Betting on a win can be a big risk for design firms.

After dedicating time and money (which the principals value at around $50,000) to an entry, Bercy Chen Studio lost a competition for a Dallas development.
Photo courtesy Bercy Chen Studio
After dedicating time and money (which the principals value at around $50,000) to an entry, Bercy Chen Studio lost a competition for a Dallas development.

Markus Dochantschi is ticking off the costs of entering a competition. “Say they want a model–that can be anywhere from 5 to 15 thousand dollars. If they want high-res renderings, that could be between 5 and 10 thousand. You're up to $20,000 fast.”

StudioMDA principal Markus Dochantschi attributes winning a competition for a mobility-studies center at a university in Aachen, Germany , to considering the odds before investing about $25,000 on the presentation.
Photo courtesy of StudioMDA
StudioMDA principal Markus Dochantschi attributes winning a competition for a mobility-studies center at a university in Aachen, Germany, to considering the odds before investing about $25,000 on the presentation.

Winning a design competition can mean new work and prestige–and even making the short list can be great publicity–but as anyone who has ever entered one knows, the costs can be staggering. Small and medium-size studios in particular often find themselves conducting a tricky analysis: weighing the possibility of a payoff against significant up-front expenses.

For that reason, Dochantschi, principal of Manhattan's studioMDA, can enter competitions only when his firm is flush. When he doesn't have a lot of work and could be devoting time to competitions, he can't afford to. In peak years his firm has entered as many as 10 competitions annually, but in lean times, as few as two. “You have to have money coming in to enter,” says Dochantschi, who has about a dozen employees. (To make the numbers work, he, like many architects, often values his own time at zero.)

Naturally, he tries to focus on competitions he has a chance of winning–ruing his decision to spend about $25,000 to enter a 2010 competition for a Winter Olympics facility in Munich. It involved creating a detailed model and shipping it to Germany, he says, “and there were 50 firms competing, so it was pretty much a waste of time.” (Munich lost its bid for the 2018 Olympics to South Korea.) Better are competitions where the number of entries is controlled. In some German government-run competitions, Dochantschi says, six firms are invited, six are selected after presenting portfolios, and six more are chosen at random, keeping the number of competitors to 18. It was just such a competition that won studioMDA its biggest project to date–a building for the University of Applied Sciences in Aachen, Germany. The firm invested about $25,000 in the proposal, and the $30 million facility is now under construction, which has given Dochantschi the wherewithal to enter other competitions.

“We have a love/hate relationship with competitions,” says Calvin Powei Chen of Bercy Chen Studio in Austin, Texas. “They're risky and can drain the firm's resources.” In 2009, Bercy Chen entered a competition called Re:Vision Dallas. The goal was to transform a block in that city's downtown into a carbon-neutral development. Chen and his partner, Thomas Bercy, and half a dozen employees came up with an elegant proposal–a modern Alhambra, celebrating the flow of water. Their out-of-pocket costs were about $16,000, he says, but he estimates the cost in time–and other opportunities sidelined during the seven weeks of work–at around $50,000. A Portuguese firm won the competition. More recently, says Chen, “we came in second in an invited competition to design four city blocks in Shijiazhuang, near Beijing,” at a cost of about $8,500. “The developer ended up going with a Spanish Colonial look.”

So was entering worth the time and expense? For all the setbacks, Chen says that even a losing entry can be good for the firm's development. “Each competition entry is an important reminder of what we aspire to do with architecture beyond the constraints of our day-to-day practice,” he says.

Still, losing doesn't pay the bills. And even winning may not land a firm on Easy Street. Lily Lim and Mateo Paiva, partners in a Brooklyn firm called Studio a+i, got a big boost last winter when they won the competition to design an AIDS memorial on a prominent site in Greenwich Village. Most of the time when a competition winner is announced, Lim notes, “only architects read about it.” But this time the winning entry, called Infinite Forest, received national attention.

The $5,000 honorarium for winning the competition covered the firm's direct costs, she says, but not anyone's salary. Employees volunteered to work weekends and holidays on the entry, says Lim, who tried to make sure everyone was credited by name when the project was publicized. But then the political realities set in. In order to accommodate community groups, which wanted most of the memorial site turned into a park, the design had to be scrapped.

“We had a choice–to take the $5,000 and the publicity and move on, or design a new memorial,” says Lim. She and Paiva chose the latter, sacrificing their initial concept but also demonstrating that, along with time and money, flexibility is an essential resource for firms hoping to find success with a competition win.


Which lines below contain the word "低收盤價"? Copy each one.

_ _ _ _

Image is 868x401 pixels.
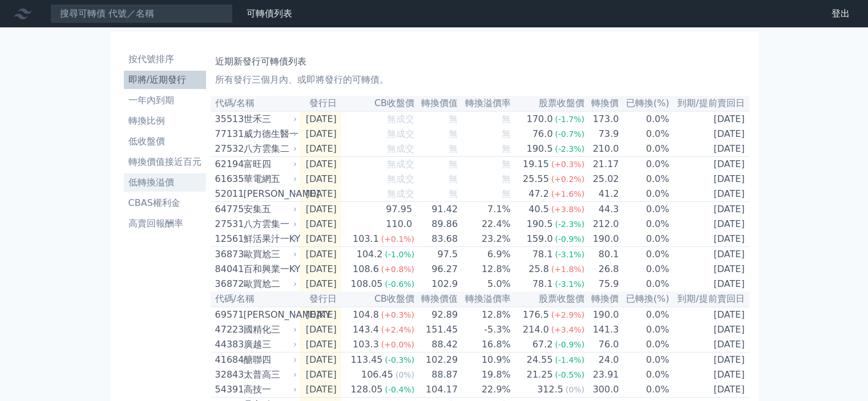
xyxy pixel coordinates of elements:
[585,127,619,141] td: 73.9
[458,323,511,337] td: -5.3%
[351,338,381,351] div: 103.3
[524,218,556,231] div: 190.5
[670,202,749,218] td: [DATE]
[458,292,511,307] th: 轉換溢價率
[124,194,206,213] a: CBAS權利金
[244,262,295,276] div: 百和興業一KY
[458,202,511,218] td: 7.1%
[300,292,341,307] th: 發行日
[511,96,585,111] th: 股票收盤價
[300,262,341,277] td: [DATE]
[124,73,206,87] li: 即將/近期發行
[244,323,295,337] div: 國精化三
[619,141,669,157] td: 0.0%
[530,338,556,351] div: 67.2
[124,217,206,230] li: 高賣回報酬率
[244,218,295,231] div: 八方雲集一
[124,114,206,128] li: 轉換比例
[670,323,749,337] td: [DATE]
[551,205,584,214] span: (+3.8%)
[300,232,341,247] td: [DATE]
[619,323,669,337] td: 0.0%
[670,247,749,262] td: [DATE]
[348,383,384,397] div: 128.05
[458,277,511,292] td: 5.0%
[670,307,749,323] td: [DATE]
[619,186,669,202] td: 0.0%
[619,111,669,127] td: 0.0%
[670,141,749,157] td: [DATE]
[501,174,511,185] span: 無
[551,160,584,169] span: (+0.3%)
[415,96,458,111] th: 轉換價值
[244,248,295,262] div: 歐買尬三
[551,325,584,334] span: (+3.4%)
[215,232,241,246] div: 12561
[619,383,669,398] td: 0.0%
[415,247,458,262] td: 97.5
[585,96,619,111] th: 轉換價
[555,279,584,289] span: (-3.1%)
[619,217,669,232] td: 0.0%
[215,218,241,231] div: 27531
[384,356,414,365] span: (-0.3%)
[670,172,749,186] td: [DATE]
[585,383,619,398] td: 300.0
[458,337,511,353] td: 16.8%
[526,187,551,201] div: 47.2
[215,308,241,322] div: 69571
[619,232,669,247] td: 0.0%
[449,129,458,139] span: 無
[359,368,395,382] div: 106.45
[244,202,295,216] div: 安集五
[384,279,414,289] span: (-0.6%)
[351,232,381,246] div: 103.1
[300,337,341,353] td: [DATE]
[381,235,414,244] span: (+0.1%)
[215,368,241,382] div: 32843
[670,157,749,172] td: [DATE]
[387,158,414,169] span: 無成交
[619,292,669,307] th: 已轉換(%)
[300,157,341,172] td: [DATE]
[415,307,458,323] td: 92.89
[300,186,341,202] td: [DATE]
[300,141,341,157] td: [DATE]
[244,187,295,201] div: [PERSON_NAME]
[215,383,241,397] div: 54391
[300,96,341,111] th: 發行日
[215,172,241,186] div: 61635
[415,337,458,353] td: 88.42
[124,132,206,151] a: 低收盤價
[619,307,669,323] td: 0.0%
[415,292,458,307] th: 轉換價值
[535,383,566,397] div: 312.5
[211,96,300,111] th: 代碼/名稱
[555,235,584,244] span: (-0.9%)
[458,353,511,368] td: 10.9%
[215,187,241,201] div: 52011
[449,143,458,154] span: 無
[351,308,381,322] div: 104.8
[395,370,414,379] span: (0%)
[530,278,556,291] div: 78.1
[670,111,749,127] td: [DATE]
[619,277,669,292] td: 0.0%
[124,91,206,109] a: 一年內到期
[244,353,295,367] div: 醣聯四
[585,367,619,383] td: 23.91
[524,113,556,126] div: 170.0
[124,215,206,233] a: 高賣回報酬率
[551,311,584,320] span: (+2.9%)
[124,155,206,169] li: 轉換價值接近百元
[670,292,749,307] th: 到期/提前賣回日
[555,370,584,379] span: (-0.5%)
[381,265,414,274] span: (+0.8%)
[381,340,414,349] span: (+0.0%)
[124,135,206,148] li: 低收盤價
[524,353,556,367] div: 24.55
[458,262,511,277] td: 12.8%
[215,323,241,337] div: 47223
[555,115,584,124] span: (-1.7%)
[215,127,241,141] div: 77131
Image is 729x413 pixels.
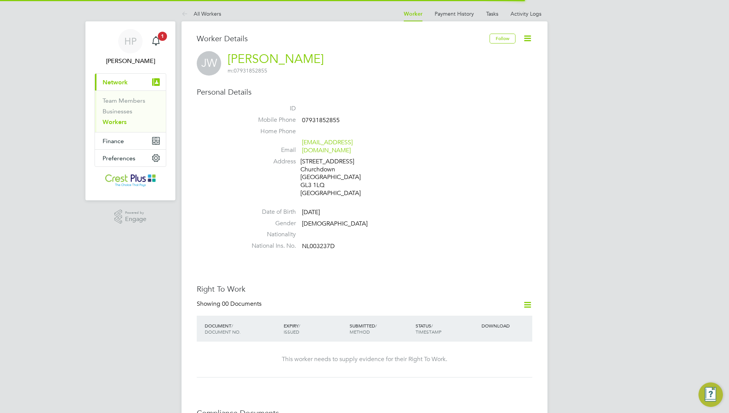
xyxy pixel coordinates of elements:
a: Tasks [486,10,498,17]
a: Go to home page [95,174,166,186]
span: [DATE] [302,208,320,216]
span: / [375,322,377,328]
h3: Personal Details [197,87,532,97]
span: / [231,322,233,328]
span: METHOD [350,328,370,334]
span: Holly Price [95,56,166,66]
label: Address [242,157,296,165]
span: 1 [158,32,167,41]
div: DOWNLOAD [480,318,532,332]
a: All Workers [181,10,221,17]
h3: Worker Details [197,34,490,43]
img: crestplusoperations-logo-retina.png [105,174,156,186]
a: Worker [404,11,422,17]
a: [EMAIL_ADDRESS][DOMAIN_NAME] [302,138,353,154]
span: NL003237D [302,242,335,250]
button: Network [95,74,166,90]
a: [PERSON_NAME] [228,51,324,66]
a: Powered byEngage [114,209,147,224]
label: Email [242,146,296,154]
label: ID [242,104,296,112]
span: TIMESTAMP [416,328,441,334]
div: EXPIRY [282,318,348,338]
label: Home Phone [242,127,296,135]
span: / [431,322,433,328]
div: This worker needs to supply evidence for their Right To Work. [204,355,525,363]
button: Follow [490,34,515,43]
span: 00 Documents [222,300,262,307]
div: STATUS [414,318,480,338]
div: [STREET_ADDRESS] Churchdown [GEOGRAPHIC_DATA] GL3 1LQ [GEOGRAPHIC_DATA] [300,157,373,197]
span: 07931852855 [228,67,267,74]
div: Network [95,90,166,132]
a: Team Members [103,97,145,104]
span: Finance [103,137,124,144]
a: Workers [103,118,127,125]
a: Activity Logs [510,10,541,17]
a: HP[PERSON_NAME] [95,29,166,66]
a: Payment History [435,10,474,17]
button: Preferences [95,149,166,166]
div: DOCUMENT [203,318,282,338]
h3: Right To Work [197,284,532,294]
a: 1 [148,29,164,53]
button: Engage Resource Center [698,382,723,406]
span: Engage [125,216,146,222]
label: Nationality [242,230,296,238]
span: JW [197,51,221,75]
label: National Ins. No. [242,242,296,250]
div: Showing [197,300,263,308]
span: HP [124,36,136,46]
span: Preferences [103,154,135,162]
span: / [299,322,300,328]
span: Powered by [125,209,146,216]
label: Mobile Phone [242,116,296,124]
span: DOCUMENT NO. [205,328,241,334]
span: Network [103,79,128,86]
span: m: [228,67,234,74]
label: Date of Birth [242,208,296,216]
nav: Main navigation [85,21,175,200]
a: Businesses [103,108,132,115]
button: Finance [95,132,166,149]
span: ISSUED [284,328,299,334]
span: 07931852855 [302,116,340,124]
label: Gender [242,219,296,227]
div: SUBMITTED [348,318,414,338]
span: [DEMOGRAPHIC_DATA] [302,220,368,227]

_ _ _ _

- _Answer below_
[124,132,206,151] a: 低收盤價
[124,135,206,148] li: 低收盤價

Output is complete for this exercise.